The project was conducted by the OSU College of Engineering and used a “novel experimental technique” of linking separate bicycle and motor vehicle simulators, running 60 subjects in pairs simultaneously, and having each subject interact with an avatar of the other in a virtual world. The pairs went through 16 “live-interaction scenarios related to a bicyclist and motorist encountering one another at a four-way, stop-controlled intersection, according to the article. Study lead Hurwitz said they evaluated safety-relevant behaviors associated with laws stemming from the “Idaho stop,” which was passed in 1982 but largely ignored around the country until 2017 when seven states enacted bicycle rolling stop laws.

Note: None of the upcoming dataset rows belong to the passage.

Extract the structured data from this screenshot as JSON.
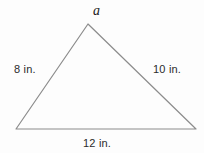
{
  "figure": {
    "type": "triangle-diagram",
    "background_color": "#fdfdfd",
    "stroke_color": "#8c8c8c",
    "text_color": "#2b2b2b",
    "labels": {
      "apex": "a",
      "left_side": "8 in.",
      "right_side": "10 in.",
      "bottom_side": "12 in."
    },
    "vertices": {
      "apex": {
        "x": 88,
        "y": 24
      },
      "bottom_left": {
        "x": 16,
        "y": 129
      },
      "bottom_right": {
        "x": 196,
        "y": 129
      }
    },
    "measurements": [
      {
        "side": "left",
        "value": 8,
        "unit": "in."
      },
      {
        "side": "right",
        "value": 10,
        "unit": "in."
      },
      {
        "side": "bottom",
        "value": 12,
        "unit": "in."
      }
    ],
    "unknown": {
      "name": "a",
      "position": "apex-angle"
    }
  }
}
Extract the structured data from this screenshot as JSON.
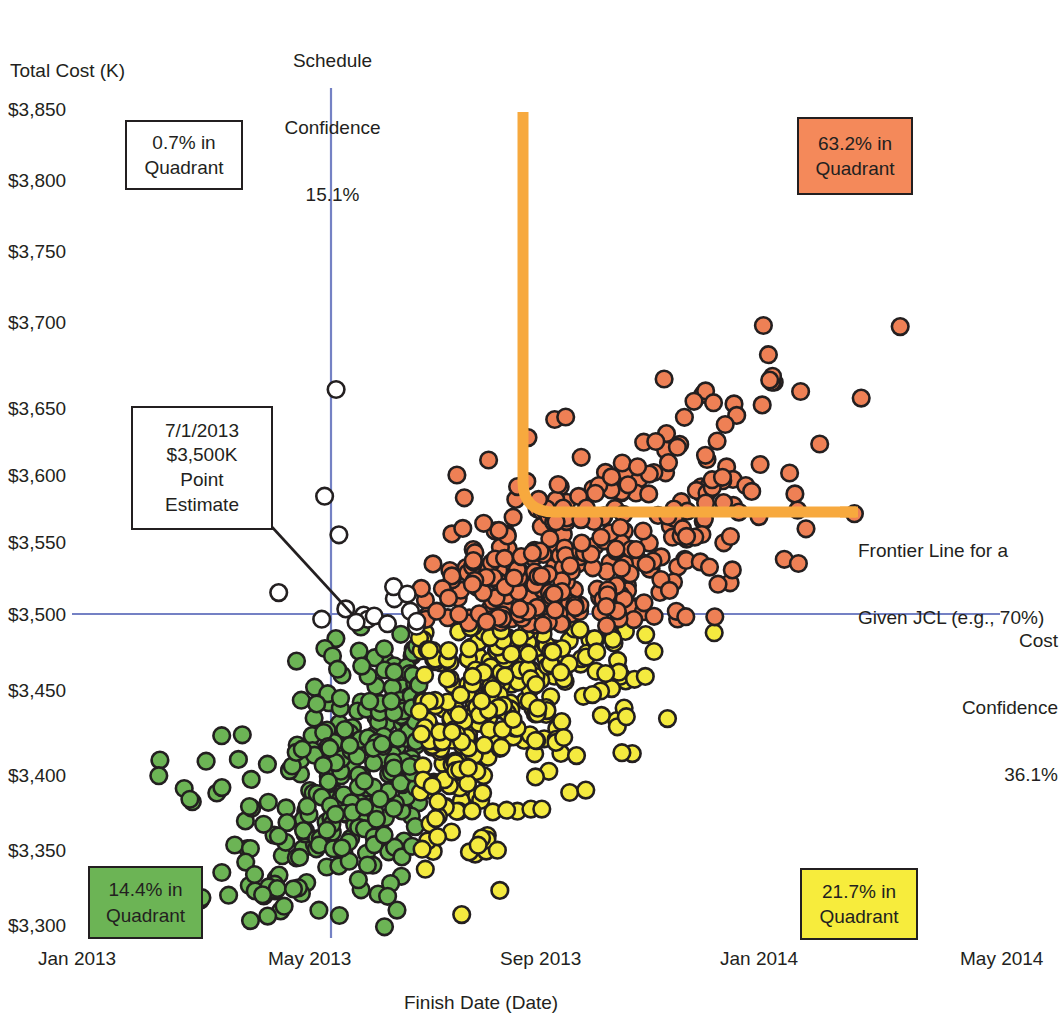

“The focus of previous research has been crash-data analysis and why riders are motivated to do a rolling stop even when it’s illegal in their state … No one has looked at how well bicycle rolling-stop laws work, or what happens when you educate people about them. Our networked simulator study design let us evaluate driver and rider behavior and their understanding of the law,” Hurwitz told the Oregon State University Newsroom. Their findings also indicate outreach and education about rolling stops would be useful: After receiving education about rolling-stop laws, Hurwitz said bicyclists preferred to yield rather than stop and went through intersections faster, while drivers approached intersections either more slowly or at a similar speed instead of becoming aggressive toward cyclists they would have previously perceived as breaking the law.